What remains covered, and what will now carry co‑payments
The IFHP will continue to cover basic medical needs in full. That includes visits to doctors and specialists, hospital care and diagnostic testing. Co-payments will apply to supplemental benefits such as dental care, optometry, physiotherapy and other allied health services, plus a $4 fee for each prescription.
- Fully covered: doctor and specialist visits, hospital care, diagnostics
- Co-payment: 30 per cent for dental, optometry, physiotherapy and other supplemental services
- Prescription fee: $4 flat rate per prescription
Government rationale
Immigration, Refugees and Citizenship Canada framed the change as a measure to manage rising demand for supplemental services while keeping the IFHP sustainable. The department has pointed to growth in program use and higher costs as reasons for adjusting how some services are funded.
Introducing co-payments will help keep supplemental health care accessible for eligible beneficiaries while responsibly managing growing demand. This change supports the long-term sustainability of the IFHP so it can continue providing essential support to current and future beneficiaries.
Immigration Department
Advocates worry about barriers to care
Health and refugee advocates say supplemental services are often essential to early settlement. Dental care, trauma counselling and chronic disease management can be crucial to a newcomer’s ability to work and to settle. They argue even modest charges can add up for people with low or no income.
Four dollars doesn’t sound like a lot, but we have many patients who are on four or five, six medications because they’re diabetic and hypertensive. All of a sudden, it adds up. When refugees arrive, you want to settle their health down, so they can enter the workforce, be productive and thrive. This will be an ill-advised impediment to that.
Dr. Meb Rashid, medical director, The Crossroads Clinic, Toronto
Legal advocates also caution that introducing payment requirements creates a new financial barrier. Maureen Silcoff, an immigration lawyer involved in earlier litigation over refugee health cuts, said the move revisits questions that courts and advocates have fought before.
It’s surprising to see that this government that dropped the appeal of the former government’s challenge is putting in cuts of their own. Although co-payment doesn’t sound as drastic as eliminating health-care coverage, this creates a new financial barrier for access to care that wasn’t there before.

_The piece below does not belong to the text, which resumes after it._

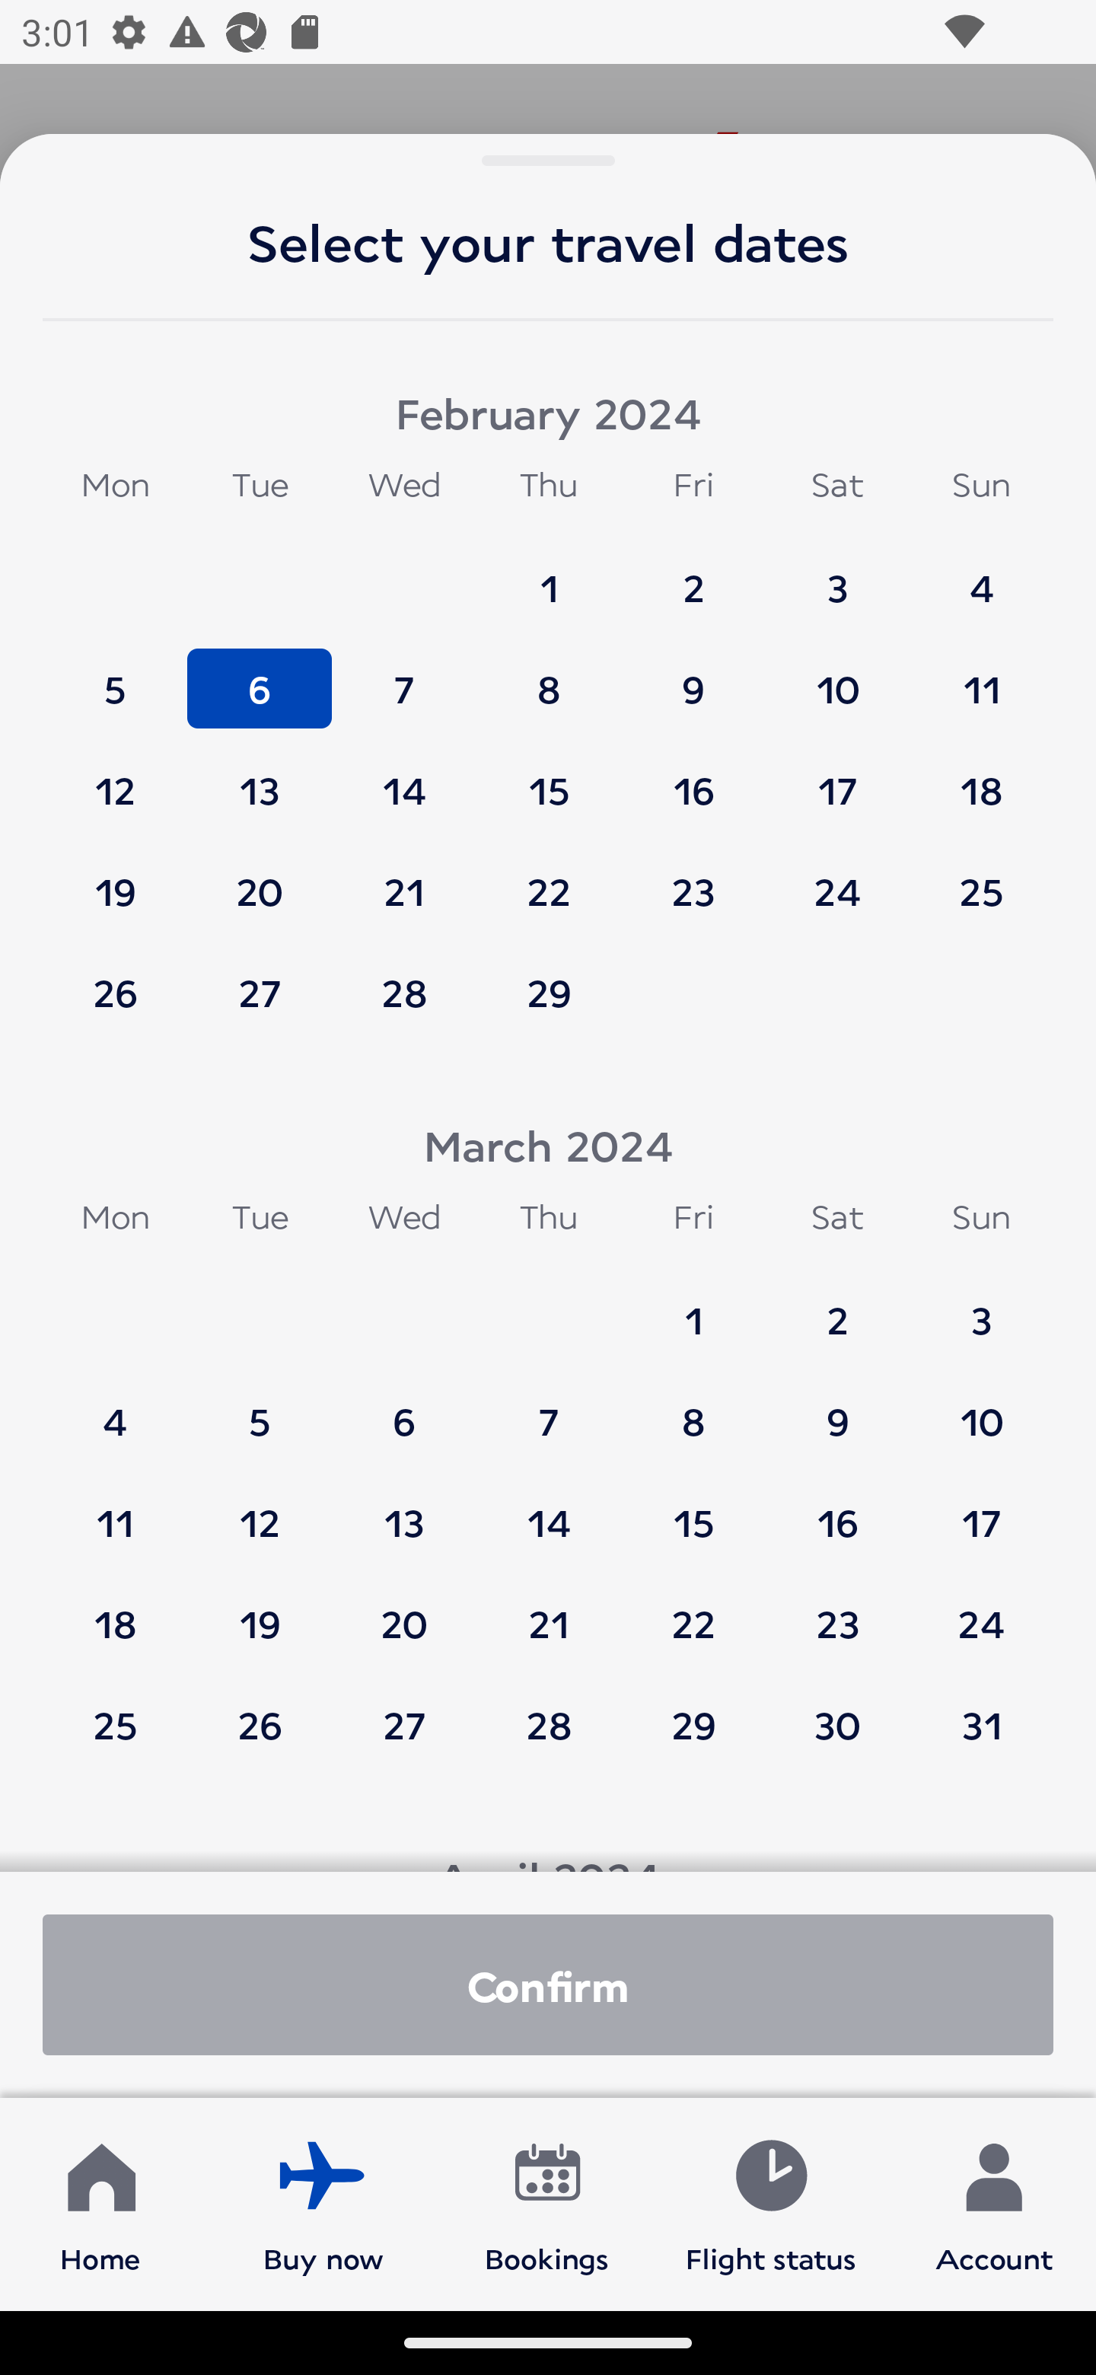 The width and height of the screenshot is (1096, 2375). Describe the element at coordinates (260, 776) in the screenshot. I see `13` at that location.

Maureen Silcoff, immigration lawyer
Program scale and recent cost pressures
The Interim Federal Health Program was created in 1957 to provide temporary, publicly funded health coverage to refugees and protected persons who are not yet eligible for provincial health insurance. Use of the program has expanded sharply in recent years.
- Beneficiaries covered in 2024–25: 623,365
- Program expenses in 2024–25: $896.5 million, up $306.1 million from the prior year
- Claims awaiting decision as of December: 300,163
The department says costs are driven in part by the annual number of asylum claimants and by the backlog of claimants awaiting decisions or removal. Government briefing notes show annual new asylum claims referred to the refugee board dropped from 190,039 in 2024 to 108,060 in 2025.

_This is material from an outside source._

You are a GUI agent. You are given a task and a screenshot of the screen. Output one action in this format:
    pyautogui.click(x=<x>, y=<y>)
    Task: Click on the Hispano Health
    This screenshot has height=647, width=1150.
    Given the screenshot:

What this means in practice
For newly arrived refugees and recent asylum claimants, the change means deciding whether to pay out of pocket for services that previously would have been free. For people with multiple prescriptions or ongoing dental and therapy needs, the added costs could be recurring. Clinics and community organisations that serve newcomers may see increased demand for funding supports or subsidy programs.
Providers may also face administrative work to collect co-payments and to explain the new rules, at a time when many clinics report heavy caseloads among refugee patients.
Next steps and time frame
The co-payment rules take effect May 1. Clinics, settlement agencies and legal aid groups are preparing to advise clients on how the changes apply and on potential financial supports. The federal government says the changes are intended to preserve the IFHP for current and future beneficiaries.
Critics say the new fees risk delaying care and worsening health outcomes, particularly for people who arrive with acute needs or chronic conditions and limited financial resources.
The change marks the latest development in a long history of policy debate over how Canada funds care for refugees and asylum seekers, and it will be closely watched by health providers, advocates and legal groups as the new rules take effect.